It looks like, that beans created by FactoryBeans are passed to ScheduledAnnotationBeanPostProcessor.postProcessAfterInitialization, however never get passed to ScheduledAnnotationBeanPostProcessor.postProcessBeforeDestruction. Only the FactoryBean itself is checked via ScheduledAnnotationBeanPostProcessor.requiresDestruction (and of course fails to require destruction).

As a consequence, the methods in those beans are still continued to be started in parallel during the close-process of the application context - and of course fail when they try to access other beans, entity manager, transaction support, ... They are however finally stopped once the TaskScheduler is shut down.

Normal beans (without FactoryBeans) are created by AbstractAutowireCapableBeanFactory.doCreateBean, which in the end does registerDisposableBeanIfNecessary.

However beans created via FactoryBeans are created by

FactoryBeanRegistrySupport.doGetObjectFromFactoryBean FactoryBeanRegistrySupport,getObjectFromFactoryBean AbstractBeanFactory.getObjectForBeanInstance AbstractBeanFactory.doGetBean

and never get the DisposableBeanAdapter applied. Hence @Scheduled tasks created by those beans are not cancelled.

Please find a stripped down test case at https://github.com/abenneke/sandbox/tree/master/spring-scheduled-factory The ComponentConfiguration creates two ScheduledBeans, one directly and another one via a simple FactoryBean. Both beans have the same testScheduled method to be triggered every 100ms. It also adds a SlowDestroyBean, which simply slows down the application context close process a bit. When you run the Main program, you see that

  • both testScheduled are executed perfectly while the context is up and running,
  • once the closing process is started, the testScheduled invocation of the normal ScheduledBean are stopped as expected, however
  • the testScheduled invocations of the ScheduledBean created via the FactoryBean continue
  • until eventually the TaskScheduler is stopped

This might be related to #14146

Comment From: jhoeller

Along the lines of #27090, ScheduledAnnotationBeanPostProcessor can do early cancelling of all of its tasks at ContextClosedEvent time, through cancel(false) calls which let in-progress tasks complete still, whereas we enforce cancel(true) in the destruction step. This will include tasks from non-tracked beans such as FactoryBean-exposed objects, still cancelled before any other beans get destroyed then.

As a side note: We never really meant to support @Scheduled on FactoryBean-exposed objects to begin with. Like prototype beans, such objects are not being tracked for destruction, just the FactoryBean instance itself. The above addresses graceful shutdown for such scenarios but FactoryBean-exposed objects are nevertheless not fully tracked instances, so it is generally recommendable to avoid @Scheduled on them.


_ASSIGNMENT_:
Your reply should be made up of every line in the records below that holds the string "disc".

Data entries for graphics
· · · ·
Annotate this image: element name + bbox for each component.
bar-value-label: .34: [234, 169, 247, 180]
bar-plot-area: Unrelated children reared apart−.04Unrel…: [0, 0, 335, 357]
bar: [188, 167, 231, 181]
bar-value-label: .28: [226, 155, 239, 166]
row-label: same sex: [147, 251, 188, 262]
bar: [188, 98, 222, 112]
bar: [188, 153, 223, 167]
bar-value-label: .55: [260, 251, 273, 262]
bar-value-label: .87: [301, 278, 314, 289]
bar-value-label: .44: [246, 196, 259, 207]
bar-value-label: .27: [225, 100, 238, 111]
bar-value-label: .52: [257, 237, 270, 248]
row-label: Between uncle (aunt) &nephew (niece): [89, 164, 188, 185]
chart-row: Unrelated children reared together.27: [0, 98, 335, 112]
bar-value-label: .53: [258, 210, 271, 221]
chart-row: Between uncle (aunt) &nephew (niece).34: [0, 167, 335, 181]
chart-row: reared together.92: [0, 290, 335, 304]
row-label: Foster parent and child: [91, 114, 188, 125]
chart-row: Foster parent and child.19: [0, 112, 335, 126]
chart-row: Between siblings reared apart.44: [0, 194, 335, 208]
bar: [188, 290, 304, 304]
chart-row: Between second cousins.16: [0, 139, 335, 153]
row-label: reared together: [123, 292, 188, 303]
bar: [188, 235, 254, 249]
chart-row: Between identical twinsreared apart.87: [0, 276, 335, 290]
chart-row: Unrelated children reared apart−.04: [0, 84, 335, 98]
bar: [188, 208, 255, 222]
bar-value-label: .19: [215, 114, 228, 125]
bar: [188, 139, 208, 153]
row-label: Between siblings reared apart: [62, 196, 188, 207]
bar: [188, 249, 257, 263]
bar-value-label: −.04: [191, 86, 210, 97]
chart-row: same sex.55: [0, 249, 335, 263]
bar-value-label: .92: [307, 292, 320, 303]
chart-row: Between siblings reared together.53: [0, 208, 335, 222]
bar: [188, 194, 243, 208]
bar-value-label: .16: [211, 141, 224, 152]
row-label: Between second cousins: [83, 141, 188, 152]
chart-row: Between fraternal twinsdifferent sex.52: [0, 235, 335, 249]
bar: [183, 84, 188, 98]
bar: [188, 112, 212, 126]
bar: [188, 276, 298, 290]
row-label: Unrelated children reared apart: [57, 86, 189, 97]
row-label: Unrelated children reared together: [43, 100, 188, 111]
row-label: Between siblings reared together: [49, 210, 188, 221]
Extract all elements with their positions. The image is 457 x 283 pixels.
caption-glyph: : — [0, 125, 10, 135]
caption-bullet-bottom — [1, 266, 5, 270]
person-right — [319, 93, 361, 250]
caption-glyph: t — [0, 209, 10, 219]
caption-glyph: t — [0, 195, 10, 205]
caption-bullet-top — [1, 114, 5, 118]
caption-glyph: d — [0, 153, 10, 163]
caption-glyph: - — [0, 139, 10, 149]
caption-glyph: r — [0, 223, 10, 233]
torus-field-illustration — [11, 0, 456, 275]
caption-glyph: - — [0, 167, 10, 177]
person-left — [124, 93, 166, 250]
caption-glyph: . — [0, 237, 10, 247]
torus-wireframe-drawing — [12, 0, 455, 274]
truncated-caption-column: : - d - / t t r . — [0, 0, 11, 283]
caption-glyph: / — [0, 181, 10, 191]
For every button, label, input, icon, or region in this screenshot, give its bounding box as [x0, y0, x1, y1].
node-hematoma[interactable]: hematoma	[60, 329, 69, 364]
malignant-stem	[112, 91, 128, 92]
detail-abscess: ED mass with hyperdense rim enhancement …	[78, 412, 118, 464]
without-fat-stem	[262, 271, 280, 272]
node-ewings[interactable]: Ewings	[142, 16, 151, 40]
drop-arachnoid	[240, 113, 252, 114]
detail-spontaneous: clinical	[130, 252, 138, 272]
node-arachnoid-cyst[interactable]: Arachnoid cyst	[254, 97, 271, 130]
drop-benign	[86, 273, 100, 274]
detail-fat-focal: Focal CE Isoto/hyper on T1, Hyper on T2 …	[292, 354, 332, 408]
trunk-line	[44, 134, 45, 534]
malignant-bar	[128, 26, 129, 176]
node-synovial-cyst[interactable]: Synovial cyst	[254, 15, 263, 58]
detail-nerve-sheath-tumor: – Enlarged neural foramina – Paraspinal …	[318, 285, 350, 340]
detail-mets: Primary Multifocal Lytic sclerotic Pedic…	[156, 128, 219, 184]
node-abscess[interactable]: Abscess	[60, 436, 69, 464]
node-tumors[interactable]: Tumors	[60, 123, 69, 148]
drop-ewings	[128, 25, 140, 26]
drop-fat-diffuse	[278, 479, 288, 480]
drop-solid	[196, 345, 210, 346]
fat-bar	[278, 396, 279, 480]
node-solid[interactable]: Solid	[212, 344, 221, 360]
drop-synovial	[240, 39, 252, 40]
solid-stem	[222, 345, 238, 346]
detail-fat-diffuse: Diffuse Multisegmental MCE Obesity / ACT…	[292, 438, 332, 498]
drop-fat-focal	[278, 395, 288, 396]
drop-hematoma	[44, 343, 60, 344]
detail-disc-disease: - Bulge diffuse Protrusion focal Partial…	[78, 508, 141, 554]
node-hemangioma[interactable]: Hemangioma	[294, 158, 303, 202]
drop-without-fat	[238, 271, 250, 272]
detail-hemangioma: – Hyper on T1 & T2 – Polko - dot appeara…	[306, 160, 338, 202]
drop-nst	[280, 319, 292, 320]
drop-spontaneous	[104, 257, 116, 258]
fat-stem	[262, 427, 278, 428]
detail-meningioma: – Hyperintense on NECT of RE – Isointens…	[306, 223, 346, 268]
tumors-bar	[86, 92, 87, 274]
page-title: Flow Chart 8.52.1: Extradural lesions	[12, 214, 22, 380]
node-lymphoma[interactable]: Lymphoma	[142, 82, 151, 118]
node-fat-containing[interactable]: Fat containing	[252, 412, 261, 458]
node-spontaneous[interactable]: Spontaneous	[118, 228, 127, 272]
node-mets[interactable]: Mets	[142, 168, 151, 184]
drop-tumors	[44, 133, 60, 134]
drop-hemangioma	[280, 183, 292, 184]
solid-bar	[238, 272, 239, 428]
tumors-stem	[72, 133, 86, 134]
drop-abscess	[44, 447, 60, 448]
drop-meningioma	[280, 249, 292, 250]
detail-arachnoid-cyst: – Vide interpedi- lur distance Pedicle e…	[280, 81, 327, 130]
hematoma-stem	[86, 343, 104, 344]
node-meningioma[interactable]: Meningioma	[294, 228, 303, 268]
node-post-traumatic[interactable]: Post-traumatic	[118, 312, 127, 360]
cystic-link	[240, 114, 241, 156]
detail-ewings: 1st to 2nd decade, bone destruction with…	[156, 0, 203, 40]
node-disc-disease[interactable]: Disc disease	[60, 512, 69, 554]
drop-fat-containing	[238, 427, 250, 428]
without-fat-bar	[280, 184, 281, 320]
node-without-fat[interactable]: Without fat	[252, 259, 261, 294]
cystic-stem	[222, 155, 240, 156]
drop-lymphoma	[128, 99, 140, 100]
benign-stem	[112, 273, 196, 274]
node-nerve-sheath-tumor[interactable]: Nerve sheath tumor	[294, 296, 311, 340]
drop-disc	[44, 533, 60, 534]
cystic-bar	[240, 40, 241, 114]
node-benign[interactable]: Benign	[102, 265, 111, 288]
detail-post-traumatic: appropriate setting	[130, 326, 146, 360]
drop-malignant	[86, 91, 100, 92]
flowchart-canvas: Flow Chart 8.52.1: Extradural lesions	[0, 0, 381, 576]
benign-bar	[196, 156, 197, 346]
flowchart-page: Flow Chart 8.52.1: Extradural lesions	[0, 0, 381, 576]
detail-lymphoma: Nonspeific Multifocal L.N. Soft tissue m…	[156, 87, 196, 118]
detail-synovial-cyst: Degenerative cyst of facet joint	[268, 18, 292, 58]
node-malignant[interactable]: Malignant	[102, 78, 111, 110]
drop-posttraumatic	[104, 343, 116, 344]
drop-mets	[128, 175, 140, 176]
· · · ·
_RESULT BELOW_:
detail-disc-disease: - Bulge diffuse Protrusion focal Partial…	[78, 508, 141, 554]
node-disc-disease[interactable]: Disc disease	[60, 512, 69, 554]
drop-disc	[44, 533, 60, 534]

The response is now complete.